“We autocrats,” he added, “are badly brought up. We are not accustomed to having our desires, or even our whims thwarted.”
“Will you never cease tormenting this lady?” Traherne cut in violently. “Get on with your butchery!”
The Raja paid as little attention to Traherne as the Englishwoman had paid to the Raja.
“Remember my power,” Rukh continued. “If I may not take you back to my palace as my queen, I can send you back as my slave. . . . Have you nothing to say? . . . I repeat my offer as to your children. . . . Remember, too, that, if I so will it, you cannot save them by dying. I can have them kidnapped—or—I can have them killed.”
She answered him then—with a wild, anguished shriek.

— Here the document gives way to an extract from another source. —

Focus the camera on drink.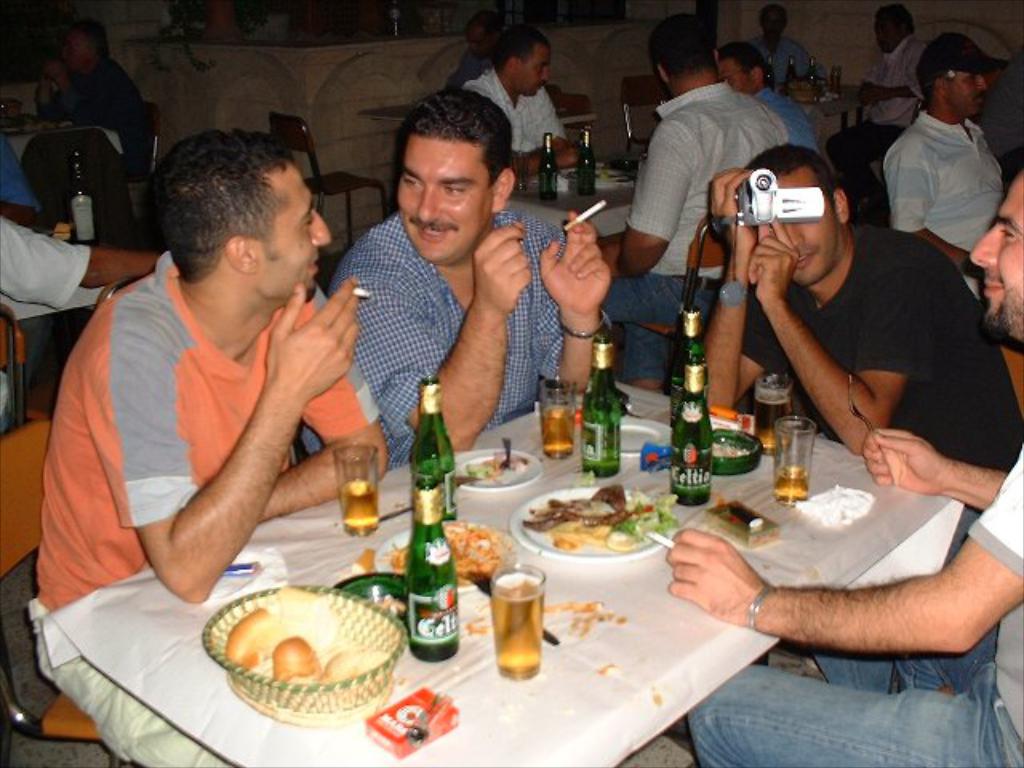
Focus region: 750/394/797/453.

An Englishman’s endurance snapped. He threw Lucilla’s poor, cold hands from his, and with an enfiended cry of, “Devil,” rushed on the throne, and leapt at the Raja’s diamond-circled throat; did it so suddenly, so quickly that before the startled priests could gather their bemazed wits he had pinned the Raja against the back of his throne.
But instantly then the huddled priests flung on Traherne, pulled him off—he was one, they were more than a score—pinioned him roughly, and dragged him struggling away.

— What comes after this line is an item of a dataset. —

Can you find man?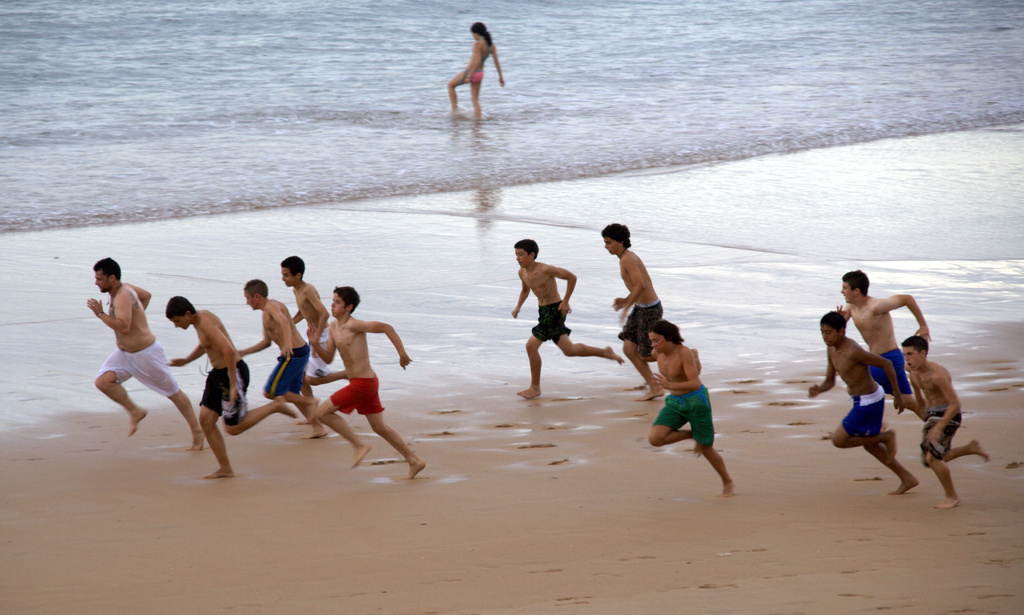
Yes, bounding box: l=614, t=206, r=696, b=408.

Fast and furiously the priests chattered together, and the Chief Priest prostrated himself in hot supplication before the throne where the Raja sat coldly smiling. He heard the Chief Priest gravely, then rose and passed him with a word—pressed through the priests thronged near the throne, they striving to dissuade him, and went to Traherne, whom several of the priests who had seized him still held securely.
“Chivalrous but ill-advised, Dr. Traherne,” the Raja remarked. “I regret it, and so will you. My colleagues here insist that, as you have laid impious hands on the chief of their sacred caste, your death alone will not appease the fury of the Goddess. They insist upon subjecting you to a process of expiation—a ritual of great antiquity—but—” He broke off significantly.
“You mean torture?” Traherne spoke calmly.